Home             LG Logo          Contact

Click on pictures for higher-quality images.


LG08:  Oak Axe 2020

The ultimate farm-to-table luthier's story:  A guitar made entirely of oak I harvested from a tree in the yard.  That tale of insanity can be found below.

Oak Axe Full Front

Oak Axe Full Back

Oak Axe Body FrontOak Axe ClementineOak Axe Body Back Temp

Oak Axe FretboardInstrument Panel Cover


I used the "KD Patent" style of headless nut and bridge that can sometimes be found on EBay or Amazon.  It requires a little wrench that magnetically attaches to the bridge to tune it--a clever, if somewhat cumbersome, design.  For pickups I went with a pair of noiseless P90 facsimiles and a low-noise single coil I had leftover from a previous project, controlled by three off-on switches, one volume, one tone.  Some of the neck position markers are bits of copper foil crumpled and mashed into routs, flooded with superglue; the others are blue and copper mica power suspended in Mod Podge, then flooded with superglue.  The body was given a rubbed on dye finish that I eventually dubbed "potato skin" after seeing the end result.  The neck and body were clear-coated with a UV-curing resin, then sanded and polished.  I cut an instrumental panel cover for the back out of the same wood and sent it to my brother Rusty to CNC a logo on that.  I filled it with some wood filler and tried to stain to match the body.  Unfortunately, I didn’t do a great job at that, since the body's stain job morphed so much over time.  But still cool to have the logo.

So how does it sound?  The mock P90s probably sound fairly close to the real thing.  The bridge pickup is bright, without the snap of a Telecaster.  The neck pickup is bright enough to be useful as a rhythm sound, and the two together also present another very useful rhythm sound.  The middle single coil is pretty thin in comparison, but a useful sound in its own right.  Adding it to one of the P90s gives you much of the vibe of the Stratocaster "in-between" positions, and even all three together sound pretty cool--something you don't often find in three-pickup guitars.

The Tree Story:

By spring 2015 an oak sapling that had grown for a couple decades next to the house had become a modest tree.  Unfortunately, its limbs began damaging the roof, and every time you trimmed them they grew back sharper and more problematic.  It was also disrupting the air conditioner's foundation, so it needed to come down.  This was a bit tricky, since it was surrounded by azaleas, the house, the air conditioner, and a nearby fence, not to mention that about four feet up it made a dogleg, then immediately branched into two trunks.  I had to use hand tools and cut it at the dogleg, but I was able to bring it down without any Wyle E. Coyote consequences.

Treeboard 1


At this point, a dehydration-induced fit of insanity burped into existence.  Could I turn this into lumber, then build a guitar out of it?  It would be a heck of a thing to do, and would serve as a warning to the other trees.  Over several days, abusing a number of hand and power tools, I extracted the chin-high stump and harvested the biggest areas of the rest of the tree.

Treeboard 2Treeboard 3


Over the next couple weeks I tortured every ax, saw, hammer, wedge, plane, and power tool I could get my hands on:

Treeboard 4Treeboard 5Treeboard 6


…and turned this into slabs of wood:

Treeboard 7Treeboard 8


…then finally into something resembling a pile of lumber:

Treebooard 9


Wood is often placed in a kiln to dry to a moisture content appropriate for woodworking.  It turns out that an attic in south Alabama is pretty much the same as this type of kiln, so I staked the lumber in the attic for several months until moisture readings reached an acceptable range.  Along the way, as physical recovery outweighed common sense, other limbs from this and other trees were harvested and added to the stockpile.

While it's not common, oak has been used by others for guitar construction, so this wasn't a totally off-the-wall idea.  My biggest concern was the significant weight, along with the relatively small size of the straight lengths of board I could manage from this pile.  I decided the best solution was to make a headless guitar--this would keep the weight down and allow me to use a shorter board for the neck.  But obviously I had no plans to go by, so I was making this up from scratch.  Knowing I had a limited amount of wood to work with, I figured I should build a prototype out of inexpensive materials first.  I ended up building two, as you can see on the home page.  I decided to go with the general body design and hardware used in the second prototype, along with some pickups I had set aside for this project.  Days of cutting and sanding this petrified oak later, I started to have something resembling a guitar.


**Work request:**
Could you please repeat the entries below word for word, with the images left out?

**Records supplied:**
───

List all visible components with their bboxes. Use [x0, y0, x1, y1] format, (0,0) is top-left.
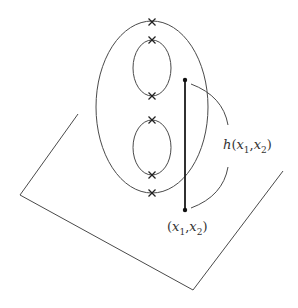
point-var2: x — [189, 219, 196, 234]
brace-upper-arc — [191, 84, 228, 125]
segment-top-dot — [183, 78, 187, 82]
brace-lower-arc — [191, 167, 228, 208]
lower-inner-cycle — [133, 120, 171, 175]
height-var2: x — [254, 137, 261, 152]
segment-bottom-dot — [183, 208, 187, 212]
outer-cycle — [96, 21, 208, 193]
height-close-paren: ) — [267, 137, 272, 152]
marked-points — [149, 19, 156, 197]
height-label: h(x1,x2) — [223, 138, 272, 155]
cross-marker-icon — [149, 19, 156, 26]
height-var1: x — [236, 137, 243, 152]
upper-inner-cycle — [133, 40, 171, 96]
point-label: (x1,x2) — [167, 220, 207, 237]
point-close-paren: ) — [202, 219, 207, 234]
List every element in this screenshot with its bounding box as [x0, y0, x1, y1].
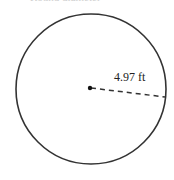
- radius-line: [91, 88, 165, 97]
- circle-diagram: [0, 0, 174, 180]
- center-dot: [88, 86, 92, 90]
- radius-label: 4.97 ft: [114, 70, 145, 85]
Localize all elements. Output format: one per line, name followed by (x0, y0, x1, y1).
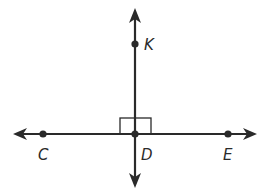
label-c: C (38, 146, 49, 164)
point-e (224, 130, 231, 137)
point-c (39, 130, 46, 137)
perpendicular-lines-diagram: K C D E (0, 0, 259, 190)
point-k (131, 40, 138, 47)
label-e: E (223, 146, 233, 164)
point-d (131, 130, 138, 137)
label-k: K (144, 36, 155, 54)
label-d: D (141, 146, 153, 164)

───

**Final answer:**
List all visible components with their bboxes. Use [x0, y0, x1, y1] format, (0,0) is top-left.
point-var2: x — [189, 219, 196, 234]
brace-upper-arc — [191, 84, 228, 125]
segment-top-dot — [183, 78, 187, 82]
brace-lower-arc — [191, 167, 228, 208]
lower-inner-cycle — [133, 120, 171, 175]
height-var2: x — [254, 137, 261, 152]
segment-bottom-dot — [183, 208, 187, 212]
outer-cycle — [96, 21, 208, 193]
height-close-paren: ) — [267, 137, 272, 152]
marked-points — [149, 19, 156, 197]
height-label: h(x1,x2) — [223, 138, 272, 155]
cross-marker-icon — [149, 19, 156, 26]
height-var1: x — [236, 137, 243, 152]
upper-inner-cycle — [133, 40, 171, 96]
point-label: (x1,x2) — [167, 220, 207, 237]
point-close-paren: ) — [202, 219, 207, 234]
List every element in this screenshot with its bounding box as [x0, y0, x1, y1].
- radius-line: [91, 88, 165, 97]
- circle-diagram: [0, 0, 174, 180]
- center-dot: [88, 86, 92, 90]
- radius-label: 4.97 ft: [114, 70, 145, 85]
Localize all elements. Output format: one per line, name followed by (x0, y0, x1, y1).
label-c: C (38, 146, 49, 164)
point-e (224, 130, 231, 137)
point-c (39, 130, 46, 137)
perpendicular-lines-diagram: K C D E (0, 0, 259, 190)
point-k (131, 40, 138, 47)
label-e: E (223, 146, 233, 164)
point-d (131, 130, 138, 137)
label-k: K (144, 36, 155, 54)
label-d: D (141, 146, 153, 164)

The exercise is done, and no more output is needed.